If you treat your brewing water (and you should, even basic adjustments make a difference), do it the night before. Fill your kettles with the correct volume, add your mineral additions, stir, and let it sit overnight. This gives salts time to fully dissolve and lets any chlorine in tap water dissipate. If you use campden tablets for chloramine removal, crush one into each vessel and stir.

Calculate your total water needs: strike water + sparge water + any extra for equipment dead space. Always prepare a gallon more than you think you need. You'll thank yourself.

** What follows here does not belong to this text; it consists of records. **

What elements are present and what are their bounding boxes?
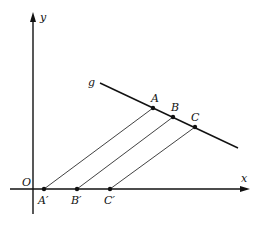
- point-b: [171, 115, 175, 119]
- parallel-projection-diagram: y x O g A B C A′ B′ C′: [0, 0, 254, 225]
- point-c: [193, 125, 197, 129]
- point-c-prime: [108, 187, 112, 191]
- y-axis-arrow-icon: [30, 12, 36, 22]
- x-axis-arrow-icon: [240, 186, 250, 192]
- line-g-label: g: [88, 76, 95, 89]
- point-c-label: C: [191, 111, 200, 124]
- point-b-prime-label: B′: [70, 194, 82, 207]
- line-g: [100, 83, 238, 148]
- point-b-prime: [75, 187, 79, 191]
- point-a-prime: [42, 187, 46, 191]
- point-b-label: B: [170, 101, 179, 114]
- point-c-prime-label: C′: [104, 194, 115, 207]
- point-a: [151, 106, 155, 110]
- projection-line-c: [110, 127, 195, 189]
- x-axis-label: x: [241, 172, 248, 185]
- point-a-prime-label: A′: [37, 194, 49, 207]
- projection-line-a: [44, 108, 153, 189]
- origin-label: O: [22, 176, 31, 189]
- y-axis-label: y: [39, 11, 47, 24]
- point-a-label: A: [150, 92, 159, 105]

Brew day preparation checklist: helpful reference illustration
Brew day preparation checklist

5. Prep Your Yeast

If you're using liquid yeast and need a starter, this should have been done 24-48 hours ago. For dry yeast, rehydrating the night before isn't necessary, dry yeast is incredibly resilient and can be pitched directly, but do take it out of the fridge so it's at room temperature by morning.

6. Pre-Clean Everything

Clean is different from sanitized. Clean tonight, sanitize tomorrow. Hit your fermenter, tubing, airlocks, and anything that touches beer post-boil with PBW or OxiClean Free and warm water. Let them soak while you prep ingredients, then rinse and set them out to dry. Tomorrow morning you just need a quick Star San spray and you're ready to go.

7. Set Up Your Brew Area

If you brew outside, set up your burner stand and position your table. If you brew inside, clear counter space. Lay out towels. Position your garbage can nearby (you'll generate a shocking amount of grain bag waste and hop debris). Set up a station for your ingredients, a station for measuring tools, and clear a path to wherever your fermenter will live.

Morning-of reminder: Start heating your strike water FIRST. It takes longer than you think, and waiting for water to heat is the #1 time-waster on brew day. Set your alarm 30 minutes earlier than you think you need to, start the water, then eat breakfast while it heats.

8. Check the Weather (If Brewing Outdoors)

This sounds silly until you're mid-mash and a thunderstorm rolls in. Check the forecast. If it's going to rain, have a plan, a canopy, a garage with ventilation, or a reschedule. Wind affects burner efficiency dramatically too. A windy day can add 30+ minutes to your boil timeline and burn through propane like crazy.

The Payoff

⚑

Anvil Foundry 6.5 Gallon All-in-One Electric Brewing System

Electric all-in-one with delayed-start timer, 120V/240V dual-mode, false bottom, the prosumer step up from propane kettles.

See on Amazon β†’

A 30-minute Friday-night prep session turns a chaotic 6-hour brew day into a smooth, enjoyable 4-hour brew day. You spend less time problem-solving and more time actually enjoying the process, which, if we're being honest, is the whole point. Brewing should be fun, not stressful. Do the prep work, and Saturday morning you just pour coffee, fire up the burner, and brew.

⚠️Disclaimer: This article is for informational purposes only. Fermenting and brewing require strict food hygiene β€” including correct fermentation times, temperatures, and cleanliness. Home-brewed beverages may contain alcohol. When in doubt, consult a food safety expert.

Published by the Home Brew Press editorial team. Published June 19, 2026.

Editorial responsibility: see Imprint.

Spotted an error or have something to add? corrections@homebrewpress.com

Share with a fellow brewer:
🍺

Brew Better Every Batch

Recipes, gear tips, and brewing science β€” delivered fresh every Thursday.

🎁 Free bonus: First Batch Brewing Guide (PDF)

Comments (0)

Leave a comment

Comments are reviewed before publishing.